The Rolling Stones loop on “Piss You Off” alone is worth the purchase price of this record as D-Tension admits being “king of the prank” and how much he enjoys ribbing others.  The album ends with “Rosebud,” an ode to D-Tension’s first love – a blue Schwinn bike.

Zen is a path of simplicity.  “Every day life is the path,” as Zen master Nan-Sen once said.  Yet we shouldn’t forget that some Zen masters carried a big stick to crack us across the back to shatter our illusions and bring us back into the moment.  D-Tension acknowledges his past, but doesn’t stay mired there.  He’s too busy making rent money and embracing the now.  The Violence of Zen is his stick waking us from our open-eyed slumber.

Keep your mind open.

[I’ll crack you with a stick if it will remind you to subscribe here and now.]

Caroline Rose – Loner

 

I first heard Caroline Rose when I got sent a press release about her first single off her album Loner.  The song was “Money,” and it ended up being one of my favorite singles of 2017.

Loner, it turns out, is already one of the best releases of the winter.  Her deft use of organs, synths, and keyboards turns the record into a blend of psychedelia, power pop, and electro.  Plus, she’s one of the wittiest songwriters I’ve heard in a while.

“More of the Same” is a great opener about ennui and people wanting to be individuals just like everyone else.  She unleashes impressive vocal chops as she sings about all of her friends having “alternative haircuts,” school being a colossal bore and a haven for crushed dreams, and wanting to get away from the ruts the world at large has created for her.  “Cry!” reveals Rose’s love of Devo in the opening synth chords.

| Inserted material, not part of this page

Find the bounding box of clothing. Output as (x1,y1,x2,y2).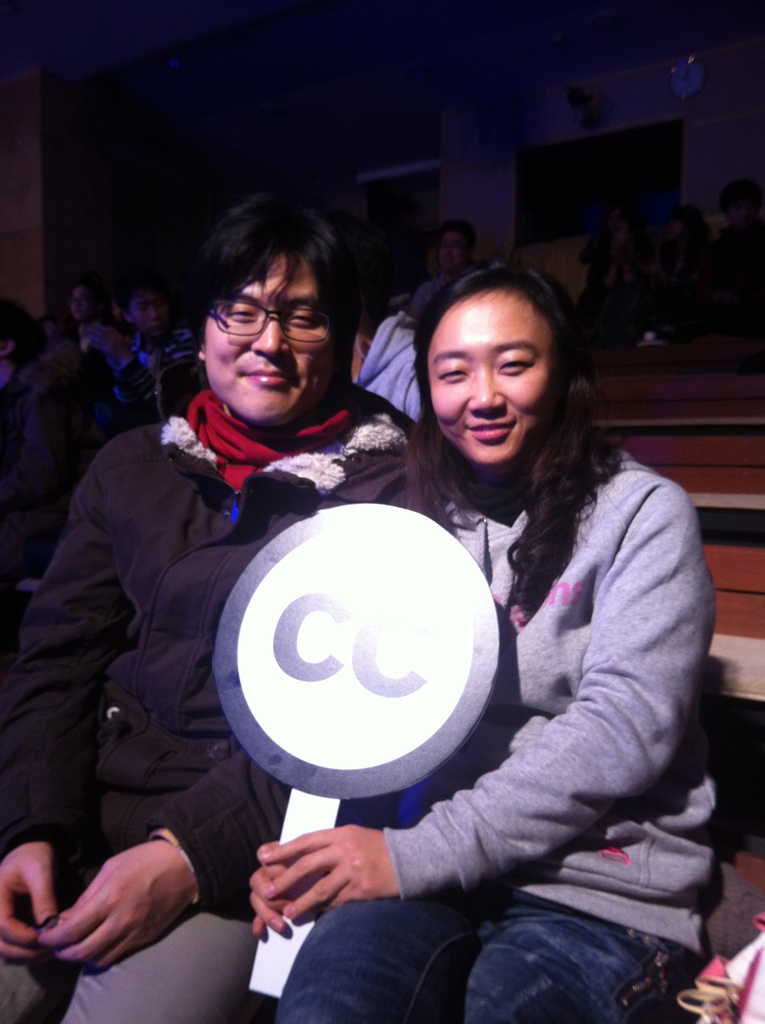
(357,280,446,465).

“Money” adds spaghetti western guitar and is one of the wildest cuts you’ve heard in a long while.  Rose flat-out admits, and calls us out on, how much of her / our day-to-day activity is for the pursuit of cash.  The roller rink keyboards of “Jeannie Becomes a Mom” perfectly sum up the fear, joy, and uncertainty of the song’s subject.  Plus, the electric beats are wicked.

“Getting to Me” includes what sounds like a plucked violin as Rose sings about the  life of a waitress who craves more out of life but yet is a master at her craft.  Rose gets a David Lynch-vibe going on “To Die Today” with its echoing guitar, subtle percussion, and her haunting vocals about the feeling and release of death.  It’s fitting that the follower is “Soul No. 5,” a song about embracing life (“I ain’t got a job, but I got a lot of time.).  The synths during the chorus are exuberant, and they’re laced with surf rock on “Bikini” (a song about the benefits of sex appeal and the objectification of women).

The stabbing synths of “Talk” push the desperate narrative of the lyrics, in which Rose sings of blissful, sexy silence with her lover.  The closer, “Animal,” with its synthesized handclaps and trippy keys, is a sexy song about two lovers in the throes of passion.

The whole album is a mix of sex, death, mishaps, and comedy.  In other words, it’s about real life.  Rose might consider herself a loner, but she’s really all of us.

Keep your mind open.

[We’re not in this for the money, just your subscriptions.]